Mort Zuckerman of U.S. News and World Report gave a gloomy assessment of the housing market yesterday:

How much longer will house prices keep falling? That collapse is a larger threat to our economic well-being than even the headline-grabbing problems of our increasingly frozen financial system. We’ve had half a century of rising home values, capped by an inflation-adjusted rise of 85 percent from 1997 to 2006. Now the loss of value tops $1 trillion, and the financial world has incurred hundreds of billions of dollars of losses on the premise that U.S. home prices would never fall. The median price of a new home is at $206,500, receding to where it was in November of 2003, thus wiping out more than three years of price appreciation. It takes 6.3 months to sell a finished home compared with 4.3 months a year ago. The ratio of inventory to sales is the highest since October 1981—there’s an unsold extra backlog of a million single-family homes and condominiums. Builders have cut their housing starts by approximately 40 percent over the past year. David Rosenberg of Merrill Lynch estimates construction will fall from a million units to approximately 700,000 units, an all-time low since World War II.

House prices, though, haven’t fallen enough to tempt buyers, despite sales incentives and rebates. According to the Conference Board, fewer Americans plan to buy in the next six months than at any time since 1994. The decline in conventional mortgage rates has failed to spark sales because it has been trumped by tighter lending standards. Speculators, who helped fuel the bubble, have virtually disappeared from the market.

The rest of the article is also interesting, and he did a good job of discussing the problem of fighting a deflating bubble with lower interest rates:

Lower rates can help those with adjustable-rate mortgages, but they cannot stop the deflation of the housing bubble or prevent a tidal wave of mortgage defaults. This is partly because mortgage rates reflect the 10-year treasury bond yield more than the federal funds rate. That rate has dropped, but the spread of both fixed- and adjustable-rate mortgages over treasuries has widened, which means smaller declines in mortgage rates. Then there are those many borrowers who got mortgages in 2003 and 2004 when the federal funds rate was 1 percent; they’re not going to get a better deal than that. And if they now have zero or negative equity in their home, they won’t be able to refinance in any event.

Zuckerman made this recommendation:

There is no time to delay in combating the trends. Monetary policy cannot make bad investments turn good. Cheaper mortgages won’t cure the market where properties are plunging so much in value. The collapse of value will affect all homeowners and, through them, the whole economy. It’s bound to be the most pressing issue in this presidential election year. Voters in the primaries and general election should look to candidates with credible policies in mind to address this downturn.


The task: In the records below, the line with "list UI elements" and every line after it must be written out exactly; no pictures belong in the result.

Supplied material:

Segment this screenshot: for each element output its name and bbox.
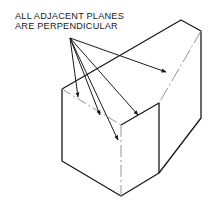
perpendicular-planes-figure [0,0,215,206]
hidden-edges [62,31,201,196]
leader-arrows [70,38,166,140]
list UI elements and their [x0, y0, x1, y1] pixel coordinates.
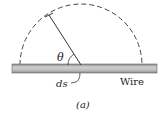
wire-label: Wire [120, 76, 144, 87]
ds-leader [71, 73, 80, 83]
radius-line [49, 15, 81, 65]
ds-label: ds [56, 78, 68, 89]
wire [12, 64, 157, 73]
caption: (a) [76, 99, 90, 110]
angle-arc [68, 54, 74, 65]
wire-field-diagram: θ ds Wire (a) [0, 0, 165, 120]
angle-label: θ [57, 51, 64, 64]
dashed-semicircle [20, 4, 142, 65]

Answer:
list UI elements and their [x0, y0, x1, y1] pixel coordinates.
wire-label: Wire [120, 76, 144, 87]
ds-leader [71, 73, 80, 83]
radius-line [49, 15, 81, 65]
ds-label: ds [56, 78, 68, 89]
wire [12, 64, 157, 73]
caption: (a) [76, 99, 90, 110]
angle-arc [68, 54, 74, 65]
wire-field-diagram: θ ds Wire (a) [0, 0, 165, 120]
angle-label: θ [57, 51, 64, 64]
dashed-semicircle [20, 4, 142, 65]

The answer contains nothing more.